Golden pineapples, hotel rooms named after spies and the only curved piece of glass in the Gherkin – yes, it’s EC, the second in our series looking at the quirky history of London postcode areas. Step this way for some Square Mile trivia…
- There is only one curved piece of glass in the Gherkin – all the others are completely flat, the building’s famous shape achieved by the angles at which the panes are joined. The curved one is the horizontal one right at the top – if you want to see it up close and personal, book yourself a table at Searcys at the Gherkin, the restaurant and bar at the building’s summit. Having viewed the curved pane, look out of the flat ones for some incredible views of the capital. gherkinreception@searcys.co.uk

- The Monument has killed more people than the Great Fire of London itself. Although the 1666 blaze destroyed most of the city, people had time to get out of their houses – so the death toll was only six. Christopher Wren’s stone column commemorating the event stands at 202ft tall – if you tipped it over to the east, its top would reach the exact point where the fire started. Until 1842 the viewing platform was left open, allowing six people to jump to their deaths and a further two to accidentally fall. 8-6 to the Monument, then. After this the cage was built that protects visitors to this day.
- When the police raided a Soviet spy ring at 49 Moorgate in 1927, they travelled by Tube to avoid causing suspicion. The Anglo-Russian Cooperative Society painted itself as a harmless trade mission, but was actually sending secrets back to Moscow. The raid uncovered 250,000 pages of documents, as well as several crates of rifles. Prime Minister Stanley Baldwin, justifying the raid in parliament, inadvertently revealed to the Soviets that the British had cracked their codes, so the Russians stopped using them, thereby losing the British their advantage. The episode is commemorated these days by the private rooms at the nearby South Place Hotel, all of which are named after spies. Appropriately, one of the hotel’s event spaces is called Le Chiffre (from Casino Royale) – French for ‘cypher’. reservations@southplacehotel.com

- Lionel Bart took his surname from Barts hospital. The Oliver! composer, who was born Lionel Begleiter, was passing St Bartholomew’s Hospital on a bus one day when inspiration struck.
- The Old Bailey judge who sentenced the Kray twins to life in 1969 said that they’d only told the truth twice in the whole trial – once when Reggie called a barrister a ‘fat slob’, and once when Ronnie said the judge was biased.
- One of the bars at The Ned occupies a former bank vault that inspired the interiors of Fort Knox as portrayed in the Bond movie Goldfinger. The vault’s massive door used to protect deposits at the Midland Bank, for whom Sir Edwin Lutyens (hence ‘The Ned’) designed the mammoth building in the 1920s. That particular bar is reserved for Ned members, but the bars and restaurants on the ground floor are open to anyone. enquiries@thened.com

- Ely Place, off Hatton Garden, was for centuries technically part of Cambridgeshire. It was where the Bishops of Ely had their London residence (the church of St Etheldreda’s still stands there), so they declared it part of the county to avoid paying London taxes. The tiny alleyway is still occupied by the Mitre pub, whose licence used to be issued by Cambridgeshire magistrates.
- The toothbrush was invented in the notorious Newgate prison. William Addis, a prisoner there in the 1770s, decided there had to be a better way of brushing your teeth than rubbing them with a rag (as was common back then). Getting his idea from a broom, he took a small animal bone left over from his dinner and drilled holes into it. Then he bribed a guard to get him some bristles and fixed them in place. On Addis’s release the invention made him a fortune. His most expensive brushes used badger hair, while the lower end of the range featured pig and boar hair. You can still buy Addis toothbrushes to this day.
- Several of the streets off Cheapside take their names from the goods once sold there – Bread Street, Milk Street, Honey Lane and so on. Poultry (the continuation of Cheapside) was where you bought… well, you can work it out. Even ‘Cheapside’ itself denotes that the street was the City of London’s main shopping area – ‘chepe’ means market.

- There are two golden pineapples on St Paul’s. Christopher Wren originally wanted to put one at the very top of the cathedral’s dome. The fruit was a symbol of welcome back then because it was so expensive (each one cost the equivalent of £5,000) – if you served it to guests it meant you really valued them. Charles II told Wren that the dome had to have a cross on it – but the architect managed to sneak a couple of pineapples in lower down, one each on top of the towers that overlook the famous steps.
- Meanwhile, down the road, the Royal Exchange has two golden grasshoppers on its roof. The insect was the emblem of Thomas Gresham, the 16th century financier who built the first exchange on the site. He chose it because one of his ancestors, Roger, was abandoned in a Norfolk field as an illegitimate baby. A local family, the Greshams, were out for a walk, and their young son was chasing a grasshopper. It was only because the insect hopped into the field that the baby was discovered. The family adopted him. Three centuries later, Thomas Gresham knew that without that insect, he himself would never have existed.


_TASK TO COMPLETE_: Find and return every line of the data that contains the word "will".

_INPUT FOR THIS TASK_:
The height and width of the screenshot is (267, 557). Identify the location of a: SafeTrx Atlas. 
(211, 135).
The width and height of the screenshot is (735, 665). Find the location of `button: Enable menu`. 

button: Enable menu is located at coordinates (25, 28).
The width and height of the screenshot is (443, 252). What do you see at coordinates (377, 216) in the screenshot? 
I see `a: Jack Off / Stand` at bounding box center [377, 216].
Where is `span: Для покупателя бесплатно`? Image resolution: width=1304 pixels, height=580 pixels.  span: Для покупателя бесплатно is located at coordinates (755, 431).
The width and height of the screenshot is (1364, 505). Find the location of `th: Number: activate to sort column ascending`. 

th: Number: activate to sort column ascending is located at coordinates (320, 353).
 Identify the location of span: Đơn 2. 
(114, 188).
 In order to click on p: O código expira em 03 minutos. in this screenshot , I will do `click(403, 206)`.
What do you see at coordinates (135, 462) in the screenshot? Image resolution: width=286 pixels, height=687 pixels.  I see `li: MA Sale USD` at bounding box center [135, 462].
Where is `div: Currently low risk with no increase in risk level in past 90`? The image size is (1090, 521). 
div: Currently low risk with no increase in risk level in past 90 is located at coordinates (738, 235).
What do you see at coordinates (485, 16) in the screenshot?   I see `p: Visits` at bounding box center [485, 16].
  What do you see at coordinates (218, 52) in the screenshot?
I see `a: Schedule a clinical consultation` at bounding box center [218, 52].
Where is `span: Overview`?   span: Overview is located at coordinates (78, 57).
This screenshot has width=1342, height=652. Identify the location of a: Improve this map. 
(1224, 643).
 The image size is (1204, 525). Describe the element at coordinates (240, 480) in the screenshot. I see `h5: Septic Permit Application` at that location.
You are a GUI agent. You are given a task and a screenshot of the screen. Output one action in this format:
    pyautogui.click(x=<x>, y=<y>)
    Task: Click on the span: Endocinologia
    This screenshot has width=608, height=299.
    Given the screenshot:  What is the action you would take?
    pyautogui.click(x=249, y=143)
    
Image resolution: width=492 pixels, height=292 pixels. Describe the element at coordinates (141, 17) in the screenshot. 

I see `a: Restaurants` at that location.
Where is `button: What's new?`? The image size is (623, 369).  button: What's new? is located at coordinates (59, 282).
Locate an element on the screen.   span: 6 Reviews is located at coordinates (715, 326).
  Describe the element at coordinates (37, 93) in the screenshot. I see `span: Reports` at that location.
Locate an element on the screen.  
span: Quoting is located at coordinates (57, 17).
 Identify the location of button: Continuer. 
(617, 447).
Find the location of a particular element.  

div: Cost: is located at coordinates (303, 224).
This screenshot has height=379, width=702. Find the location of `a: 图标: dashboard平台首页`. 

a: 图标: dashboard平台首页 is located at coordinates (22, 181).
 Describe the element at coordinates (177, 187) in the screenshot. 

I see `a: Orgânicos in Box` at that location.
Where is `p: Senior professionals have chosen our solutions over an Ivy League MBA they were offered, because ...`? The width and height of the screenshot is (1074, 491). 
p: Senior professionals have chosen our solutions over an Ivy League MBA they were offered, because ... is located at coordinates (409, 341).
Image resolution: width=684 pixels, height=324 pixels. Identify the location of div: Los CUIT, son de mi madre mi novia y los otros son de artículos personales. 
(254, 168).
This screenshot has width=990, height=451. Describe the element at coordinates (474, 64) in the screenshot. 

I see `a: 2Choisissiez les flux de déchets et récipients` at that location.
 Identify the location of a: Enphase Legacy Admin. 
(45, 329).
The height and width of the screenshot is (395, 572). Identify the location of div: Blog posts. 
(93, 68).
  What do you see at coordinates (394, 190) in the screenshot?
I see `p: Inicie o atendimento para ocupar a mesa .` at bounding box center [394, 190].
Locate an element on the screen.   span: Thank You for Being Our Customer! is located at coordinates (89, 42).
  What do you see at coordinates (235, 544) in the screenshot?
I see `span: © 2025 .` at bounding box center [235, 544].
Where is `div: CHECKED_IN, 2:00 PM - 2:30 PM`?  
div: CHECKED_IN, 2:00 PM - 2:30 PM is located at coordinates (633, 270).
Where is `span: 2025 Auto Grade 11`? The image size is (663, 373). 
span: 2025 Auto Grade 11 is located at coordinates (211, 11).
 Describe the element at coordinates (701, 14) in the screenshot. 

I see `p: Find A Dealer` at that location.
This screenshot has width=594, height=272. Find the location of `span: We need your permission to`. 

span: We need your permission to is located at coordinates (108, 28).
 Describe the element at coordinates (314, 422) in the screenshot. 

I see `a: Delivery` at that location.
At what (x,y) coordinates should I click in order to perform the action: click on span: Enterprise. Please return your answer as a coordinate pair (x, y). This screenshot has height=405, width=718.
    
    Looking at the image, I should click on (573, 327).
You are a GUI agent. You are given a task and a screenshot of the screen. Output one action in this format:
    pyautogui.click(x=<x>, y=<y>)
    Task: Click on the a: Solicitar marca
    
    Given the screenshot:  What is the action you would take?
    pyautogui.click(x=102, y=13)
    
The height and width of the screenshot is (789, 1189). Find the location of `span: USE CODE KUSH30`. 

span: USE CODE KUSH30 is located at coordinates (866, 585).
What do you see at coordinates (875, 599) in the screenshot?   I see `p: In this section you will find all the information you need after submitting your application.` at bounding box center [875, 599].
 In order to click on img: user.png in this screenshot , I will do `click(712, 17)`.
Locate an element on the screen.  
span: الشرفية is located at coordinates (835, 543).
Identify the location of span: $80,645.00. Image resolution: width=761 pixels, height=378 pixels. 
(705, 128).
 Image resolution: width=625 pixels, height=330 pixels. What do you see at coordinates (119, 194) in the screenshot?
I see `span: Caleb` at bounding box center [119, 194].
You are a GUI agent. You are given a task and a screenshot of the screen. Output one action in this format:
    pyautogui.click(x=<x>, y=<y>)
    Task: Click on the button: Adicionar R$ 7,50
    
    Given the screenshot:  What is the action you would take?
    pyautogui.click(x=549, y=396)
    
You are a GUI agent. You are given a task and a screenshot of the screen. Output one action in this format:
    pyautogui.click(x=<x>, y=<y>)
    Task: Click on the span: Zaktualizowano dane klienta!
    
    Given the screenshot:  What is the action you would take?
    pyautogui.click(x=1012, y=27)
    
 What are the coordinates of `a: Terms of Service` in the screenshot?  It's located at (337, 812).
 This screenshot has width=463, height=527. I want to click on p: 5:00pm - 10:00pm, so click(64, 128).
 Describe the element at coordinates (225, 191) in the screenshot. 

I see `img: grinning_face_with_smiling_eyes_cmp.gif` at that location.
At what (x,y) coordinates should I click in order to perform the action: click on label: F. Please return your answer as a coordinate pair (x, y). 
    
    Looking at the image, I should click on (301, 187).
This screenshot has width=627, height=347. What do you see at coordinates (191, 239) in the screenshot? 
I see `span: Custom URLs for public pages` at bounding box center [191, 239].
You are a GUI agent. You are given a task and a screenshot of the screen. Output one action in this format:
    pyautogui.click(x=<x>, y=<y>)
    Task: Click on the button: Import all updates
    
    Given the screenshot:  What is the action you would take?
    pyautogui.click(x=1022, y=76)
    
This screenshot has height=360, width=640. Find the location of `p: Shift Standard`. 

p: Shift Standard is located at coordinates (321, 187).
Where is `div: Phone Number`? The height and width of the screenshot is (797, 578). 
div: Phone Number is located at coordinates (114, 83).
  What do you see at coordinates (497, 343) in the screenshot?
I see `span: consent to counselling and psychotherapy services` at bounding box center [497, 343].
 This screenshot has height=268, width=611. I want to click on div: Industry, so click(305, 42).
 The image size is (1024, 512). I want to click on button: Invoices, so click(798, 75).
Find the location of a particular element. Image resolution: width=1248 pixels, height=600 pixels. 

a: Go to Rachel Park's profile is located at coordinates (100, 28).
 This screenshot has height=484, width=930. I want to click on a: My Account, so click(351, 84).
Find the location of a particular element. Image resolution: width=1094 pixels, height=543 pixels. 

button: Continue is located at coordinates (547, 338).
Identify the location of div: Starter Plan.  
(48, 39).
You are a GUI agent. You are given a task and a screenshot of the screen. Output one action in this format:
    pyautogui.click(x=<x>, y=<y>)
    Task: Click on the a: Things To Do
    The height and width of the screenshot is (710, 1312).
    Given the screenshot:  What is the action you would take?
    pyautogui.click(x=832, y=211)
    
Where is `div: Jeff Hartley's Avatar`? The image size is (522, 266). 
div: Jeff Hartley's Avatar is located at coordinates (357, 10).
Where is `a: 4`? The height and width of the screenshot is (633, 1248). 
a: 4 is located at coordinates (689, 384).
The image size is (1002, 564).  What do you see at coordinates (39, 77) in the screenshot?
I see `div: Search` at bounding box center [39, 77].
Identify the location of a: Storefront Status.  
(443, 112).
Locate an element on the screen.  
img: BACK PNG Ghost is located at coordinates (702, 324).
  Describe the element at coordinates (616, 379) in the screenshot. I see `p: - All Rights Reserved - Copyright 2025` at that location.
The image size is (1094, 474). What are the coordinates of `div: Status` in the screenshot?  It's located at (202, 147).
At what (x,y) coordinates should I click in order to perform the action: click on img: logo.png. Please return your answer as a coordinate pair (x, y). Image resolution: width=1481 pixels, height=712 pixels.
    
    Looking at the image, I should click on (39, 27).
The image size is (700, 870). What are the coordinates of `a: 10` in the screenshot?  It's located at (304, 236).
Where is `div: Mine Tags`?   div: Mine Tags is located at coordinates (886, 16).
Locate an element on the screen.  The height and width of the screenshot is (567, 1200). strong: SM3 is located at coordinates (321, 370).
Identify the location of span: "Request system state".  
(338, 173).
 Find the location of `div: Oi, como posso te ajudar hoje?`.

_RESULT_:
 In order to click on p: O código expira em 03 minutos. in this screenshot , I will do `click(403, 206)`.
What do you see at coordinates (875, 599) in the screenshot?   I see `p: In this section you will find all the information you need after submitting your application.` at bounding box center [875, 599].
 In order to click on img: user.png in this screenshot , I will do `click(712, 17)`.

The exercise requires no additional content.